Oscar took the tram uphill to Alfama, the old fishermen’s quarter in the middle of the city. From there he looked out over the River Tagus and listened to the sing-song tones of Portuguese spoken around him. A scattering of palm trees put him in mind of Africa; there was a Moorish feel to the place. But he paid little attention to his surroundings, all he wanted was to find some peaceful spot to escape the oppressive heat of the downtown area. The outdoor café he stopped at was almost empty. The sun shone on the Tagus, with its wide mouth leading out to the ocean. Cargo boats chugged upriver, fishing craft moored at the quays, pilot boats sent up curves of spray as they raced to their clients, yachts sailed leisurely to sea. It left him cold, all of it. It was as if a huge screen had been unrolled upon which the scene on the river was projected: unreal, obscure, a magic-lantern performance that had nothing to do with the real world. He heard seagulls, church bells, children playing in the alleys, the sounds of a lost age. It felt unseemly to be sitting there, as if he were shirking his duty. Which was what he had done, of course. He had tried his utmost to push Emma’s news to the back of his mind, pretend she had never told him. Only when that didn’t work, and the realisation hit him that he had no choice but to warn Morton, had he set about booking a flight. It had all taken days and days. Morton’s arm was long, but even for him Switzerland was a difficult nut to crack. In Portugal apparently he had more influence.

*

For the past three months Lara had occupied him without pause. Occupied was not the right word: too matter-of-fact. She held sway over him without touching, infusing every chamber of his soul with warmth. Even that was a poor description, like some old-fashioned fairytale romance; no, it would not do. Try as he might, he was unable to put his dreamed life with Lara into words. How she looked, moved, spoke, kept silent, asked a question. He felt himself the keeper of a warehouse of gestures and words, he was a repository of feelings both processed and raw. She took him back to the days before the death of his father, to an age of innocence. She was a wondrous, distant echo of the girl who had kissed him on the mouth in a fathomless past, and breathed life into him.

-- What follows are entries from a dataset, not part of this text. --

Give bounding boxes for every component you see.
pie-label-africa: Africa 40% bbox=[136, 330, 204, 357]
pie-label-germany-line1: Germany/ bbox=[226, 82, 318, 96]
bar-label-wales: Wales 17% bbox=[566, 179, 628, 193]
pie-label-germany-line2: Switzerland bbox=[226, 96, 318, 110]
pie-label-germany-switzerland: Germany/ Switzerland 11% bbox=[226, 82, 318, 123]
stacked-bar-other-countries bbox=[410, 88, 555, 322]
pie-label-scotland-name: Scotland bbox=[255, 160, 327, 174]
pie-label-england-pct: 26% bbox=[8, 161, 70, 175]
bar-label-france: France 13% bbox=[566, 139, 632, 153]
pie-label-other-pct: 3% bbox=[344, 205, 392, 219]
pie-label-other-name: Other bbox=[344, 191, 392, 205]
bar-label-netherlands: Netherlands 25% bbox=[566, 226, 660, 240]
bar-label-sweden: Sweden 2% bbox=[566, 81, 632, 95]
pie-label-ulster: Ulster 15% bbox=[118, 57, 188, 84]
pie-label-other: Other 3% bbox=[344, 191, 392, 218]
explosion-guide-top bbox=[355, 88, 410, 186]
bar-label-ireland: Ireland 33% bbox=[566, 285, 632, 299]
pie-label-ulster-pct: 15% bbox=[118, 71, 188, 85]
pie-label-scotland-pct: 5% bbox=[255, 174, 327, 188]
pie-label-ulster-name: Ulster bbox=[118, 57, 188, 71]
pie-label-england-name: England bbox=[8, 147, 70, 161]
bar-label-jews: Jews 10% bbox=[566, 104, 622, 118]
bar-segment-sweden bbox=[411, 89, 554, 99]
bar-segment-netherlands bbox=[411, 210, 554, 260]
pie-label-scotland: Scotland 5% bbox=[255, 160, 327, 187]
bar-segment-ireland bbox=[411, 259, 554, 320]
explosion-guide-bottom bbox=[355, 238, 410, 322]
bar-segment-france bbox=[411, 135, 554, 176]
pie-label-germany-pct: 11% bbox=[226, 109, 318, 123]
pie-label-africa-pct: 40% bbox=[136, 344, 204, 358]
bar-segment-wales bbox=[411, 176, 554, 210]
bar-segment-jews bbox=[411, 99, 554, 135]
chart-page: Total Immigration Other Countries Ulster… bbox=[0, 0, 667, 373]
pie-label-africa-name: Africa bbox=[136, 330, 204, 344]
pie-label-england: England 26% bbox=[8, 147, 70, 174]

His memories of their first days together were all tangled up. His confusion had not abated since that day in Café Eiger and their walk the next morning – not before ten, she had said, and he had been there at ten.

“Hello, Oscar, quite a change from yesterday, isn’t it?” The sun had not yet risen above the Jungfrau, which stood out against the deep blue sky in almost lurid contrast. Waiters were shovelling the snow off the terrace into banks along the edges. There was one couple having breakfast with their overcoats on, waiting for the sun to burst upon them.

“Germans,” Lara muttered. “Complete fanatics.” Oscar, ever on his guard, peered at them. But they seemed harmless: the man and the woman were far too showily dressed, and besides, he had only decided to go skiing on the spur of the moment two days earlier. But should he not, for his part, have made some enquiries about Lara? He dismissed the idea at once, feeling almost ashamed.

“Shall we walk to Kleine Scheidegg?” He had made the suggestion casually, as if that was what they had already agreed to do. Going to sit with her at a table again seemed a little daunting. The previous day had been the longest café-table session of his life: an avalanche of impressions as he came under the spell of the woman he was with, who had dropped from the snowy sky like a falcon on a field mouse.

Lara van Oosten, forty-one years old, whose life, according to her, seemed to be over. No children, and a boyfriend she had once loved, but whose whereabouts now were unknown. He might be dead, in fact that was quite likely. In any case, he had vanished. The story of her life. She evoked in him a sharp ache of yearning which he had not known since boyhood, when books and poems were opening up a dizzying range of possibilities, when he met the girl who whisked him away from an existence flowing calmly along its steady course. Now, aged fifty-six, he found himself well and truly at sea.